His feet carried him toward her as if moving without his consent. There was no stopping this, he was propelled—compelled—by her mere presence. She was, indeed, like the sun, and he was merely a helpless body trapped in her orbit.

How could he leave when she appeared so glum? How could he be the cause of such a frown?

He’d done some terrible things, but her displeasure would bother him all day.

So intent was she upon her disappointment, she didn’t mark his approach until he spoke. “I always pity them, the predators,” he murmured as he drew abreast of her, standing close enough that their shoulders nearly touched.

Other than a lift of her bosom with a sharp intake of breath, she made no move to acknowledge him.

Raphael leaned against the iron bars of the enclosure, watching the alpha pace back and forth. Staring deep into eyes that seemed so ancient and feral, compared to this so-called civilized place.

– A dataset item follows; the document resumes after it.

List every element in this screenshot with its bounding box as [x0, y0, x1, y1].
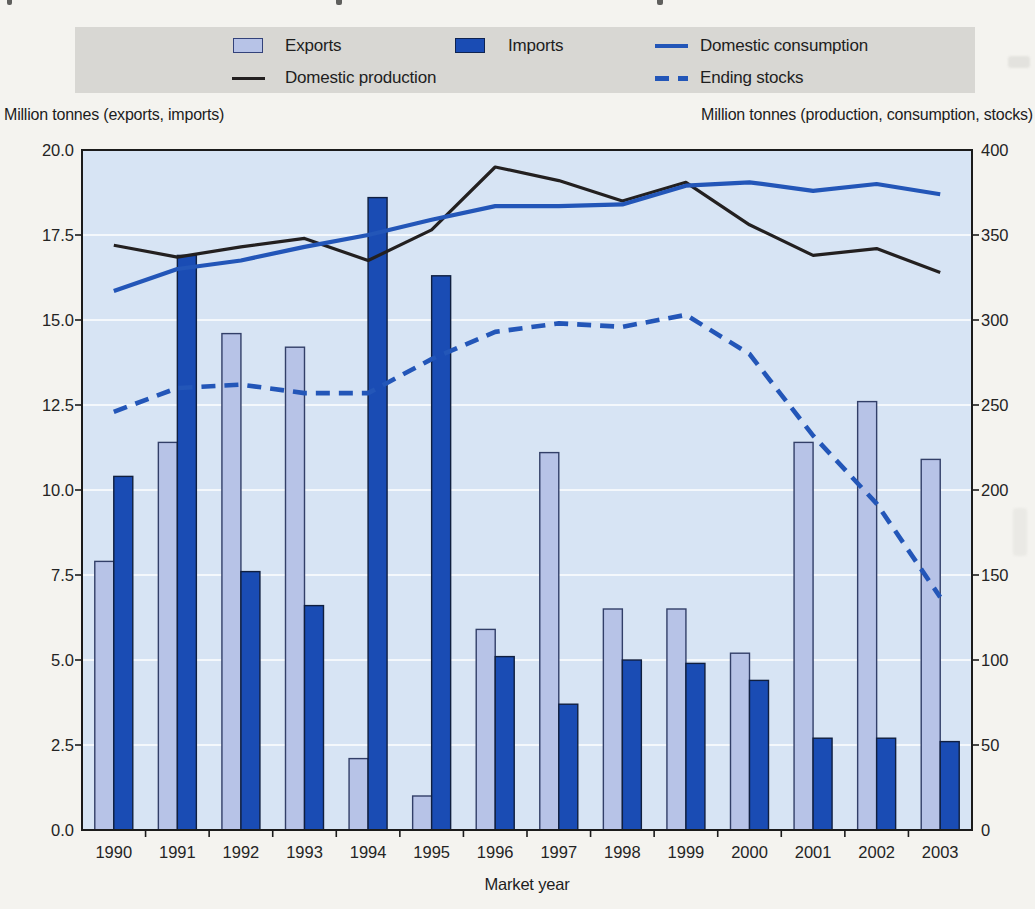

His chest ached for them both. “I wonder what it would be like to be as they are. Creatures of instinct and insatiable hunger...caged but longing to roam free.”

Mercy tilted her chin to level him a sharp look, scoffing gently. “I am a woman. I don’t have to wonder such things. I already know.”

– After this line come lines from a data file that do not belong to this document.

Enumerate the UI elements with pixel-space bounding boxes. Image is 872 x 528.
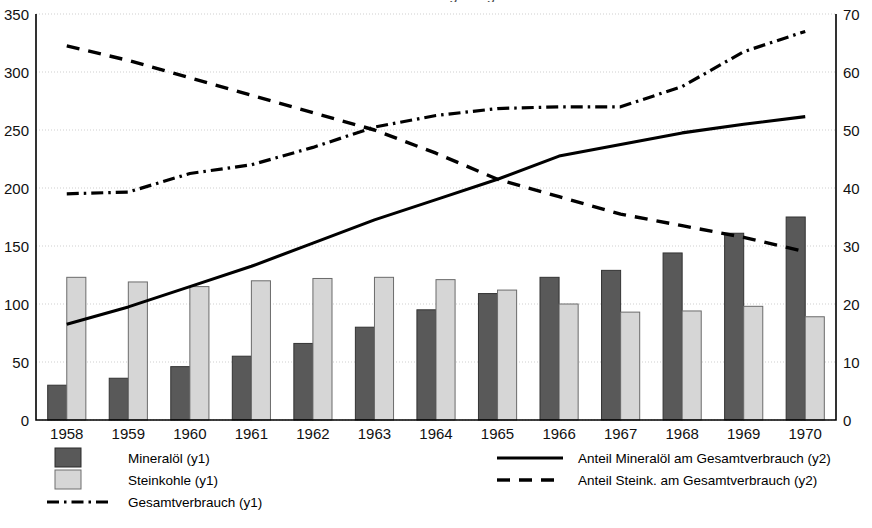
left-tick-0: 0 [21, 412, 29, 429]
line-dashed [67, 46, 805, 252]
legend-item-mineraloel[interactable]: Mineralöl (y1) [55, 448, 210, 467]
legend-label: Anteil Mineralöl am Gesamtverbrauch (y2) [578, 451, 831, 466]
right-tick-0: 0 [843, 412, 851, 429]
x-tick-1965: 1965 [481, 425, 514, 442]
legend-label: Mineralöl (y1) [128, 451, 210, 466]
x-tick-1958: 1958 [50, 425, 83, 442]
bar-steinkohle-1961 [251, 281, 270, 420]
bar-steinkohle-1966 [559, 304, 578, 420]
x-tick-1970: 1970 [789, 425, 822, 442]
legend-item-anteil-steinkohle[interactable]: Anteil Steink. am Gesamtverbrauch (y2) [497, 473, 817, 488]
left-tick-150: 150 [4, 238, 29, 255]
legend-item-steinkohle[interactable]: Steinkohle (y1) [55, 470, 218, 489]
bar-mineraloel-1960 [171, 367, 190, 420]
x-tick-1960: 1960 [173, 425, 206, 442]
legend-swatch-icon [55, 448, 81, 467]
left-tick-50: 50 [12, 354, 29, 371]
bar-steinkohle-1967 [621, 312, 640, 420]
bar-mineraloel-1959 [109, 378, 128, 420]
x-tick-1959: 1959 [112, 425, 145, 442]
left-axis-ticklabels: 050100150200250300350 [4, 6, 29, 429]
left-tick-350: 350 [4, 6, 29, 23]
bar-steinkohle-1969 [744, 306, 763, 420]
x-tick-1962: 1962 [296, 425, 329, 442]
x-tick-1961: 1961 [235, 425, 268, 442]
right-tick-30: 30 [843, 238, 860, 255]
legend-item-anteil-mineraloel[interactable]: Anteil Mineralöl am Gesamtverbrauch (y2) [497, 451, 831, 466]
left-tick-250: 250 [4, 122, 29, 139]
chart-legend: Mineralöl (y1)Steinkohle (y1)Gesamtverbr… [47, 448, 831, 510]
right-tick-20: 20 [843, 296, 860, 313]
right-tick-50: 50 [843, 122, 860, 139]
left-tick-300: 300 [4, 64, 29, 81]
left-tick-200: 200 [4, 180, 29, 197]
right-tick-70: 70 [843, 6, 860, 23]
line-dashdot [67, 31, 805, 193]
bar-mineraloel-1968 [663, 253, 682, 420]
bars-layer [48, 217, 825, 420]
bar-steinkohle-1964 [436, 280, 455, 420]
bar-steinkohle-1970 [805, 317, 824, 420]
bar-steinkohle-1965 [498, 290, 517, 420]
legend-label: Gesamtverbrauch (y1) [128, 495, 262, 510]
bar-mineraloel-1965 [478, 294, 497, 420]
legend-label: Anteil Steink. am Gesamtverbrauch (y2) [578, 473, 817, 488]
bar-mineraloel-1963 [355, 327, 374, 420]
x-axis-ticklabels: 1958195919601961196219631964196519661967… [50, 425, 822, 442]
bar-mineraloel-1961 [232, 356, 251, 420]
chart-title: und der Anteile der Energieträger 1958-1… [0, 0, 872, 2]
legend-label: Steinkohle (y1) [128, 473, 218, 488]
legend-item-gesamtverbrauch[interactable]: Gesamtverbrauch (y1) [47, 495, 262, 510]
bar-steinkohle-1962 [313, 278, 332, 420]
energy-consumption-chart: 050100150200250300350 010203040506070 19… [0, 0, 872, 528]
bar-steinkohle-1958 [67, 277, 86, 420]
chart-container: und der Anteile der Energieträger 1958-1… [0, 0, 872, 528]
bar-mineraloel-1958 [48, 385, 67, 420]
bar-steinkohle-1963 [374, 277, 393, 420]
right-tick-60: 60 [843, 64, 860, 81]
x-tick-1969: 1969 [727, 425, 760, 442]
bar-mineraloel-1964 [417, 310, 436, 420]
left-tick-100: 100 [4, 296, 29, 313]
bar-steinkohle-1968 [682, 311, 701, 420]
bar-steinkohle-1960 [190, 287, 209, 420]
x-tick-1968: 1968 [665, 425, 698, 442]
right-tick-40: 40 [843, 180, 860, 197]
bar-mineraloel-1962 [294, 343, 313, 420]
right-axis-ticklabels: 010203040506070 [843, 6, 860, 429]
x-tick-1967: 1967 [604, 425, 637, 442]
x-tick-1964: 1964 [419, 425, 452, 442]
x-tick-1963: 1963 [358, 425, 391, 442]
legend-swatch-icon [55, 470, 81, 489]
bar-mineraloel-1967 [602, 270, 621, 420]
x-tick-1966: 1966 [542, 425, 575, 442]
bar-mineraloel-1969 [725, 233, 744, 420]
bar-mineraloel-1966 [540, 277, 559, 420]
right-tick-10: 10 [843, 354, 860, 371]
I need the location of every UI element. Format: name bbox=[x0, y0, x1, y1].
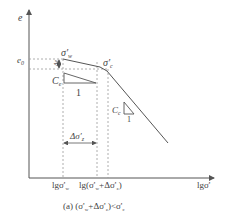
e-lgsigma-diagram: e e0 Δe σ'w σ'c Ce 1 Cc 1 Δσ'z lgσ'w lg(… bbox=[0, 0, 232, 222]
cc-slope-triangle bbox=[124, 102, 134, 114]
ce-slope-triangle bbox=[64, 73, 96, 83]
ce-run-label: 1 bbox=[76, 87, 81, 98]
cc-run-label: 1 bbox=[127, 115, 131, 124]
e0-label: e0 bbox=[17, 55, 24, 66]
ce-label: Ce bbox=[52, 75, 62, 87]
tick-lg-sigma-w-plus-delta: lg(σ'w+Δσ'z) bbox=[79, 180, 122, 191]
sigma-w-label: σ'w bbox=[61, 47, 72, 59]
y-axis-label: e bbox=[18, 12, 23, 23]
guide-lines bbox=[29, 59, 108, 178]
delta-e-label: Δe bbox=[53, 59, 59, 67]
x-axis-label: lgσ' bbox=[197, 180, 211, 190]
diagram-svg: e e0 Δe σ'w σ'c Ce 1 Cc 1 Δσ'z lgσ'w lg(… bbox=[0, 0, 232, 222]
delta-sigma-label: Δσ'z bbox=[69, 131, 85, 142]
cc-label: Cc bbox=[112, 105, 121, 116]
tick-lg-sigma-w: lgσ'w bbox=[52, 180, 69, 191]
sigma-c-label: σ'c bbox=[103, 57, 113, 69]
caption: (a) (σ'w+Δσ'z)<σ'c bbox=[63, 201, 125, 212]
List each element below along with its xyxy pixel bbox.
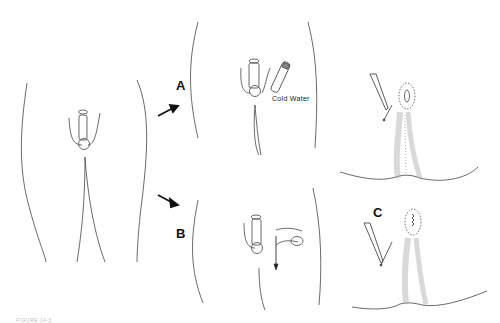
- perineal-view-top: [340, 74, 478, 180]
- cold-water-annotation: Cold Water: [272, 95, 310, 102]
- arrow-to-b: [158, 195, 178, 207]
- panel-label-c: C: [373, 205, 382, 220]
- panel-label-b: B: [176, 226, 185, 241]
- diagram-canvas: [0, 0, 500, 323]
- panel-b-figure: [193, 188, 321, 310]
- figure-caption: FIGURE 14-3: [16, 317, 52, 323]
- panel-label-a: A: [176, 78, 185, 93]
- main-figure: [21, 80, 146, 262]
- panel-c-figure: [352, 209, 487, 309]
- arrow-to-a: [158, 105, 178, 116]
- panel-a-figure: [191, 22, 317, 155]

A pensive sound escaped him on a huff of breath. “It has never been a mystery why men keep women caged by so many unseen confines,” he said. “Their laws. Their clothing. Societal expectations...And through doing this, men have devised the most fiendish jailers.”

“Yes, you men have fashioned yourselves as most cunning oppressors,” she agreed with an arch bitterness in her voice. “Congratulations.”

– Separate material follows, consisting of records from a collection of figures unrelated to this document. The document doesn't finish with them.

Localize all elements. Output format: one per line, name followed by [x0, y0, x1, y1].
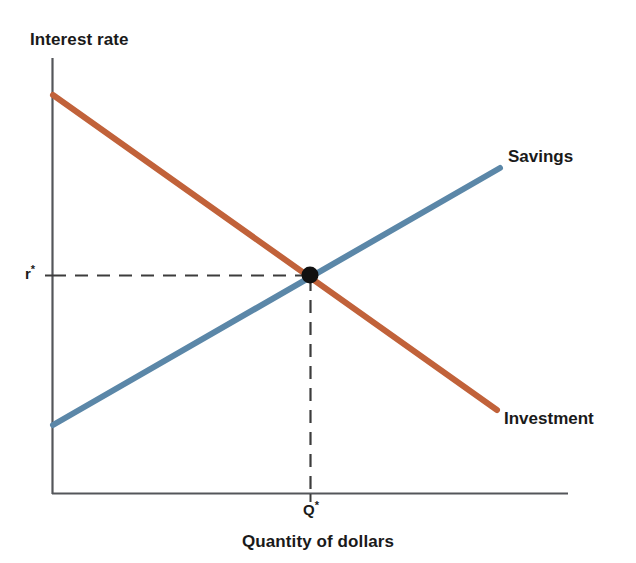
loanable-funds-chart: Interest rate Quantity of dollars Saving…: [0, 0, 636, 563]
x-axis-label: Quantity of dollars: [0, 533, 636, 550]
q-star-asterisk: *: [315, 499, 319, 511]
equilibrium-point-dot: [302, 267, 319, 284]
investment-series-label: Investment: [504, 410, 594, 427]
chart-canvas: [0, 0, 636, 563]
savings-series-label: Savings: [508, 148, 573, 165]
q-star-base: Q: [303, 501, 315, 518]
investment-curve: [53, 95, 497, 410]
y-axis-label: Interest rate: [30, 31, 129, 48]
q-star-tick-label: Q*: [294, 502, 328, 517]
savings-curve: [53, 168, 500, 425]
r-star-tick-label: r*: [25, 266, 35, 281]
r-star-asterisk: *: [31, 263, 35, 275]
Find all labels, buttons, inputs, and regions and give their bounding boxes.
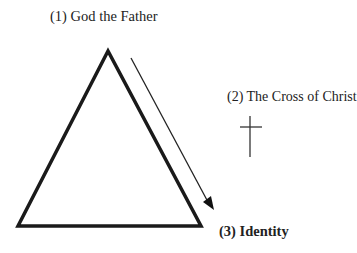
arrow-icon bbox=[131, 58, 214, 210]
cross-icon bbox=[240, 116, 262, 157]
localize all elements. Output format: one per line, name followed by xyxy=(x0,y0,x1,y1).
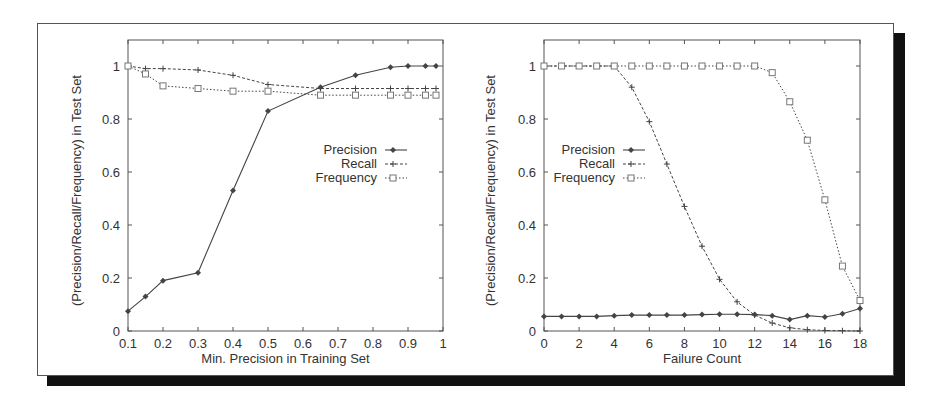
frequency-point xyxy=(423,92,429,98)
precision-point xyxy=(629,312,635,318)
chart-precision-vs-min-precision: 0.10.20.30.40.50.60.70.80.9100.20.40.60.… xyxy=(69,40,447,366)
frequency-point xyxy=(734,63,740,69)
x-axis-label: Min. Precision in Training Set xyxy=(201,351,370,366)
x-tick-label: 0.8 xyxy=(364,336,382,351)
frequency-point xyxy=(594,63,600,69)
x-tick-label: 2 xyxy=(575,336,582,351)
x-tick-label: 0.3 xyxy=(189,336,207,351)
y-tick-label: 1 xyxy=(113,59,120,74)
recall-point xyxy=(433,86,439,92)
frequency-point xyxy=(769,70,775,76)
precision-point xyxy=(839,311,845,317)
series-line xyxy=(128,66,436,311)
precision-point xyxy=(353,72,359,78)
precision-point xyxy=(734,311,740,317)
frequency-point xyxy=(125,63,131,69)
recall-point xyxy=(769,320,775,326)
recall-point xyxy=(195,67,201,73)
legend-precision-point xyxy=(628,147,634,153)
legend-label-frequency: Frequency xyxy=(554,170,616,185)
frequency-point xyxy=(265,88,271,94)
x-tick-label: 0.9 xyxy=(399,336,417,351)
series-precision xyxy=(541,305,863,322)
legend-frequency-point xyxy=(390,175,396,181)
frequency-point xyxy=(541,63,547,69)
precision-point xyxy=(769,313,775,319)
frequency-point xyxy=(717,63,723,69)
frequency-point xyxy=(160,83,166,89)
frequency-point xyxy=(353,92,359,98)
x-tick-label: 10 xyxy=(712,336,726,351)
y-tick-label: 1 xyxy=(529,59,536,74)
precision-point xyxy=(681,312,687,318)
y-tick-label: 0.8 xyxy=(518,112,536,127)
recall-point xyxy=(629,84,635,90)
recall-point xyxy=(857,328,863,334)
x-tick-label: 0.2 xyxy=(154,336,172,351)
recall-point xyxy=(423,86,429,92)
charts-canvas: 0.10.20.30.40.50.60.70.80.9100.20.40.60.… xyxy=(0,0,936,409)
series-line xyxy=(128,66,436,95)
precision-point xyxy=(611,313,617,319)
frequency-point xyxy=(752,63,758,69)
x-tick-label: 12 xyxy=(747,336,761,351)
recall-point xyxy=(353,86,359,92)
recall-point xyxy=(230,72,236,78)
legend-label-recall: Recall xyxy=(579,156,615,171)
y-tick-label: 0.2 xyxy=(518,271,536,286)
legend-precision-point xyxy=(390,147,396,153)
x-tick-label: 4 xyxy=(611,336,618,351)
frequency-point xyxy=(699,63,705,69)
y-tick-label: 0 xyxy=(529,324,536,339)
y-axis-label: (Precision/Recall/Frequency) in Test Set xyxy=(483,75,498,306)
x-tick-label: 18 xyxy=(853,336,867,351)
x-tick-label: 0.6 xyxy=(294,336,312,351)
y-tick-label: 0.4 xyxy=(518,218,536,233)
x-tick-label: 1 xyxy=(439,336,446,351)
frequency-point xyxy=(787,99,793,105)
y-tick-label: 0 xyxy=(113,324,120,339)
y-axis-label: (Precision/Recall/Frequency) in Test Set xyxy=(69,75,84,306)
x-tick-label: 0.4 xyxy=(224,336,242,351)
precision-point xyxy=(646,312,652,318)
legend-recall-point xyxy=(390,161,396,167)
recall-point xyxy=(664,161,670,167)
legend-label-frequency: Frequency xyxy=(316,170,378,185)
x-tick-label: 6 xyxy=(646,336,653,351)
precision-point xyxy=(857,305,863,311)
precision-point xyxy=(787,317,793,323)
precision-point xyxy=(433,63,439,69)
frequency-point xyxy=(681,63,687,69)
legend-label-precision: Precision xyxy=(324,142,377,157)
y-tick-label: 0.6 xyxy=(102,165,120,180)
recall-point xyxy=(681,203,687,209)
recall-point xyxy=(804,327,810,333)
recall-point xyxy=(388,86,394,92)
precision-point xyxy=(699,312,705,318)
frequency-point xyxy=(559,63,565,69)
series-precision xyxy=(125,63,439,314)
recall-point xyxy=(787,325,793,331)
y-tick-label: 0.4 xyxy=(102,218,120,233)
x-tick-label: 0.1 xyxy=(119,336,137,351)
recall-point xyxy=(822,327,828,333)
frequency-point xyxy=(804,137,810,143)
x-tick-label: 14 xyxy=(783,336,797,351)
frequency-point xyxy=(318,92,324,98)
series-line xyxy=(544,66,860,331)
recall-point xyxy=(699,243,705,249)
recall-point xyxy=(265,82,271,88)
legend-label-recall: Recall xyxy=(341,156,377,171)
plot-area-border xyxy=(128,40,443,331)
frequency-point xyxy=(822,197,828,203)
precision-point xyxy=(822,314,828,320)
frequency-point xyxy=(405,92,411,98)
recall-point xyxy=(405,86,411,92)
legend-frequency-point xyxy=(628,175,634,181)
frequency-point xyxy=(839,263,845,269)
precision-point xyxy=(664,312,670,318)
recall-point xyxy=(160,66,166,72)
y-tick-label: 0.2 xyxy=(102,271,120,286)
precision-point xyxy=(559,313,565,319)
frequency-point xyxy=(388,92,394,98)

“No,” he purred, turning toward her. Inching closer. “Women’s greatest enemy is other women. If you ever stopped competing for the favor of your oppressors and rose up against us, instead, we men wouldn’t stand a chance.”

At this, she shifted, her sharp chin dipping so she could study him from beneath the veil of her lashes. “You speak as though you’re an expert on the subject of my sex.”

“Women are too complicated and varied for one man to become an expert,” he said, rather modestly, he thought, congratulating himself.

Her eyes narrowed further, reminding him of a cat irked by the attentions of a tiresome human. “Is it women who are complicated? Or men who are just too simple or fatuous to figure out what should be painfully obvious?”

He held his hands up in a gesture of surrender. “You’re right, of course. Let us not say complicated. Let us say...intricate. Comprised of so many parts both fragile and indestructible. Mechanisms of emotion and logic, trivialities and also infinite wisdom.”

He motioned to the wolves. “We men are the beasts. Quarrelsome and querulous creatures of instinct and desire.”

“Is that why you call your gang the Fauves? The wild beasts. Because you are encouraging such animalistic behavior?”

Raphael nodded, wondering why it sounded wrong when she said it, why it pricked him with defensiveness. “My father invented the name and our creed. We were beasts before we fashioned ourselves men, and built our own cages of law and order. But once, we had the morality of a wolf. The ferocity of a bear. Cunning and speed of a viper.”

“A viper.” She held up her finger as if to tap an idea out of the sky. “That is what you are.”

He contemplated the word. “I’ve been called worse.”

“Worse than a snake?”

He lifted a shoulder and loosened it again. “I don’t mind snakes so much. They’re clever creatures... They’re only villainized because of the one who tempted Eve.”

She swatted the air in front of her as if batting his words away. “I find that story patently ridiculous.”

“Do you?”

She rolled her eyes and tossed her head like a skittish mare. “We haven’t the time for me to count the ways.”

“I’d still love to hear you do so,” he murmured, finding that he wanted very much, indeed, to know what she thought about anything. Everything. He found her relentlessly entertaining. “Another time, perhaps.”